Vice President and Democratic Progressive Party (DPP) presidential candidate William Lai (賴清德) and President Tsai Ing-wen (蔡英文) yesterday panned a Chinese Nationalist Party (KMT) and Taiwan People’s Party (TPP) coalition as a blatant power grab that fails to consider the interests of the public and the nation.
Tsai said it was unreasonable that the opposition party was calling to unseat the DPP when Taiwan has gained increased recognition in the international community under its leadership.
“Our opponents are still fighting over who would be president. They lack a unified vision on policy” and what they could do for the country, Tsai said.
Photo: Tsai Tsung-hsun, Taipei Times
“This isn’t a coalition, this is a divvying up of [political] spoils,” she said at a campaign event in Chiayi County.
Tsai said that without a policy consensus, the two opposition parties would be focused on each other instead of the country, and this would fail to win the international community’s trust.
Lai said that TPP Chairman and presidential candidate Ko Wen-je (柯文哲) had once said he would return the country to the people, but “it is evident that he was returning the government and country to the KMT” by collaborating with the KMT for a joint ticket.
Lai also said Ko has “betrayed his own vision,” referring to Ko’s claims that he represented a choice that superseded the binary division of the DPP and the KMT.
The attempted KMT-TPP coalition is a blatant power grab that not only tramples on the spirit of democracy but is also dismissive of the public, Lai said.
Lai said that neither the KMT nor the TPP were appealing to mainstream opinion, adding that neither party could present complete policy platforms or demonstrate their suitability to govern.
Separately, independent presidential candidate Terry Gou’s (郭台銘) campaign spokesman Huang Shih-hsiu (黃士修) yesterday said that the main factor leading to what seemed to be a failed coalition effort was the KMT’s domineering attitude.
A Ko and Gou coalition would be much more natural, Huang added.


What you need to do —
The answer must consist of every line below that holds the word "beam".

** Opening Data records block **

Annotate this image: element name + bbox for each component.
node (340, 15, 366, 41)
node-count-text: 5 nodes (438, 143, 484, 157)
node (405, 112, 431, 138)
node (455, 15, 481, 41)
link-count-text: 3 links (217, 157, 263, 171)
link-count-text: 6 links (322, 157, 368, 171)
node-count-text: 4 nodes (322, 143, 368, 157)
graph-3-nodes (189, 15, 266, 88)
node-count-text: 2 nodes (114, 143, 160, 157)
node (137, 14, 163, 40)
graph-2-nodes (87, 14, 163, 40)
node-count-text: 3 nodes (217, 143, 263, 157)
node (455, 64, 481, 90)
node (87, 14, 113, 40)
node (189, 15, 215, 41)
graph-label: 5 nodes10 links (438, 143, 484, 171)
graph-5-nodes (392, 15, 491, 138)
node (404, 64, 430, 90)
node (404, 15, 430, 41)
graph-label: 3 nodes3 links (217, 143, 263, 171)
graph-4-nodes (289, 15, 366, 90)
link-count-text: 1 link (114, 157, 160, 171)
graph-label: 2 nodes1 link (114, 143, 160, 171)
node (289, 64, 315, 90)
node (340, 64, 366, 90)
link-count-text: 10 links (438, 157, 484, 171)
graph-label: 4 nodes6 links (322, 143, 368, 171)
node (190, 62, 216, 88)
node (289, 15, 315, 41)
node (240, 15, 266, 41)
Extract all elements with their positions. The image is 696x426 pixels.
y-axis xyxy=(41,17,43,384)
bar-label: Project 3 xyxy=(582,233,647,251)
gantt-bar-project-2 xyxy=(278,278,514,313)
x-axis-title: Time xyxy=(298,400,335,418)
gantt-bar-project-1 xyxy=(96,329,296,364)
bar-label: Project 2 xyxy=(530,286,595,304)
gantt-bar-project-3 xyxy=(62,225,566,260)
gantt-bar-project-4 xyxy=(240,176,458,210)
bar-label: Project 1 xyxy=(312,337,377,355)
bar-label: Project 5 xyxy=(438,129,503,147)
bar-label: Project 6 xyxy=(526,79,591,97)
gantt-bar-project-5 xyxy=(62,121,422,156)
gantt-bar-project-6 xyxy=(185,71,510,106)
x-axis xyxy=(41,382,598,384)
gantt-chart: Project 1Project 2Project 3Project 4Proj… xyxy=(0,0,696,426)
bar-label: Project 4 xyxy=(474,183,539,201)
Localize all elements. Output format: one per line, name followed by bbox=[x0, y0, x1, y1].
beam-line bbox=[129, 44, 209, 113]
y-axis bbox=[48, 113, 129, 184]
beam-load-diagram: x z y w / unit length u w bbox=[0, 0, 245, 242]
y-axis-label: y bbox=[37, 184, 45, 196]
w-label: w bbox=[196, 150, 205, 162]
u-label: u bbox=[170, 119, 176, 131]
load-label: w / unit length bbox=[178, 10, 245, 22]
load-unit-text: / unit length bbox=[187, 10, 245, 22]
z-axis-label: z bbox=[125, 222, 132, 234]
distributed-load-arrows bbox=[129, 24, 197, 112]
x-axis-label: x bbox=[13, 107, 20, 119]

** Closing Data records block **
** Opening Data records block **

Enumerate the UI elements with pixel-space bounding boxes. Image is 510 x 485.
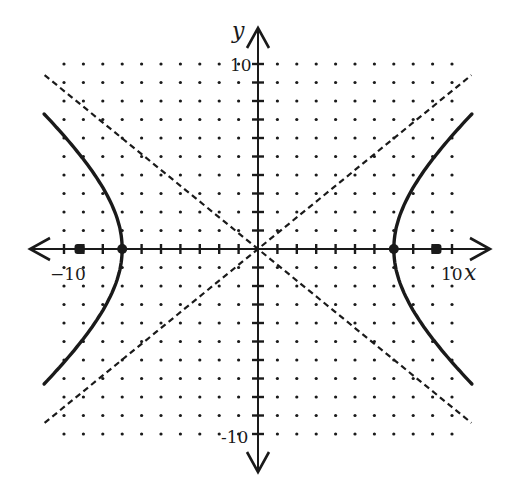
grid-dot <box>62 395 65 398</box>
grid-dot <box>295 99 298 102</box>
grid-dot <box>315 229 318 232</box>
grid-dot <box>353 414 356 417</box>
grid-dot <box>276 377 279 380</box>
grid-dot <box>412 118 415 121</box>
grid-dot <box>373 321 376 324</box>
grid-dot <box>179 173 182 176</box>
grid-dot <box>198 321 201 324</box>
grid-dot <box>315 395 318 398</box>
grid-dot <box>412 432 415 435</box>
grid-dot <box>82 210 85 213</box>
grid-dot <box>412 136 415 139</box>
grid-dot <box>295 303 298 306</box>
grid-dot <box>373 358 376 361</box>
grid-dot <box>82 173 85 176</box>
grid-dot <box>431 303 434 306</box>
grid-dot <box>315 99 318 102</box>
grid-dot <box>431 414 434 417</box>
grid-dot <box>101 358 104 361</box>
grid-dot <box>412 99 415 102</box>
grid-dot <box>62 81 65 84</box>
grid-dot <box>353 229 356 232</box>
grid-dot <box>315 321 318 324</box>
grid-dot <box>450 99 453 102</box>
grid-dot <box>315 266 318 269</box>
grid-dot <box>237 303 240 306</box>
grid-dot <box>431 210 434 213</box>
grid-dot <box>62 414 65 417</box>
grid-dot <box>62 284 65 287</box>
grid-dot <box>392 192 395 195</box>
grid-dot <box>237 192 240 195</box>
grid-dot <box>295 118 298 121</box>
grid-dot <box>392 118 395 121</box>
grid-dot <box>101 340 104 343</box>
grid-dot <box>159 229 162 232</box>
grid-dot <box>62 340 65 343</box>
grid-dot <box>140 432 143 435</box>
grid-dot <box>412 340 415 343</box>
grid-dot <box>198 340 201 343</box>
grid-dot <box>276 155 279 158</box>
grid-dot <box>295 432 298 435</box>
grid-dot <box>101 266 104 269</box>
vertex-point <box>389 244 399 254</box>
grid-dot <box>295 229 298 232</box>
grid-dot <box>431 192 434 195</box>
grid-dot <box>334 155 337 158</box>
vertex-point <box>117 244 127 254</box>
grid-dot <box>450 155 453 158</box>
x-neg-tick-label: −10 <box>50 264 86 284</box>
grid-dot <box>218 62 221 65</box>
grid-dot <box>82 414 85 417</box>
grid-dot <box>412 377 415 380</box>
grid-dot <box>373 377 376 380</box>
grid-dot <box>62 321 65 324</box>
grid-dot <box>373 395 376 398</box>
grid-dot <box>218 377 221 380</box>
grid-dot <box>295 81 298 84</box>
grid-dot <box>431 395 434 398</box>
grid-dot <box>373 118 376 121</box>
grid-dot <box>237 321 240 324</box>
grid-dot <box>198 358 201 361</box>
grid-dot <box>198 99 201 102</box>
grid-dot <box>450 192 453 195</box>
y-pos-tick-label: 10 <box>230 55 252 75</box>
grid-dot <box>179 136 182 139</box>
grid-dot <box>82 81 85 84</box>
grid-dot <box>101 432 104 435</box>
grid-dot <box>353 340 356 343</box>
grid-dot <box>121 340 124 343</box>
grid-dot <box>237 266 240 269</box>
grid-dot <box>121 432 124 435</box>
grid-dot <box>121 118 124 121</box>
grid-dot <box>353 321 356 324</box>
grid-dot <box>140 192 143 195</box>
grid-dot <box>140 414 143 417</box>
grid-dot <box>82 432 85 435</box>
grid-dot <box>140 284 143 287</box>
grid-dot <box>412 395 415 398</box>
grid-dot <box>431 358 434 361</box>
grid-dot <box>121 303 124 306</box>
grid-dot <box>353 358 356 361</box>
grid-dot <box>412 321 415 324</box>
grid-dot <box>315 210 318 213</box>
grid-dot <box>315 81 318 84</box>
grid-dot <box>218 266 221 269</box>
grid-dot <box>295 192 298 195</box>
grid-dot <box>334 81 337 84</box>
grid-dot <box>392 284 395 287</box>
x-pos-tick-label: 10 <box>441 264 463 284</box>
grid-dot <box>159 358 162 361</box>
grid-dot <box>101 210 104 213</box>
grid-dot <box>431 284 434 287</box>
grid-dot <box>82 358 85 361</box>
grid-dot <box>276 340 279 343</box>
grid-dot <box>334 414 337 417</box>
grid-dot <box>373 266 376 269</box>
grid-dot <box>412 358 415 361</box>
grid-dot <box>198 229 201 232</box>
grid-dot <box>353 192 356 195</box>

** Closing Data records block **

Answer section —
beam-line bbox=[129, 44, 209, 113]
beam-load-diagram: x z y w / unit length u w bbox=[0, 0, 245, 242]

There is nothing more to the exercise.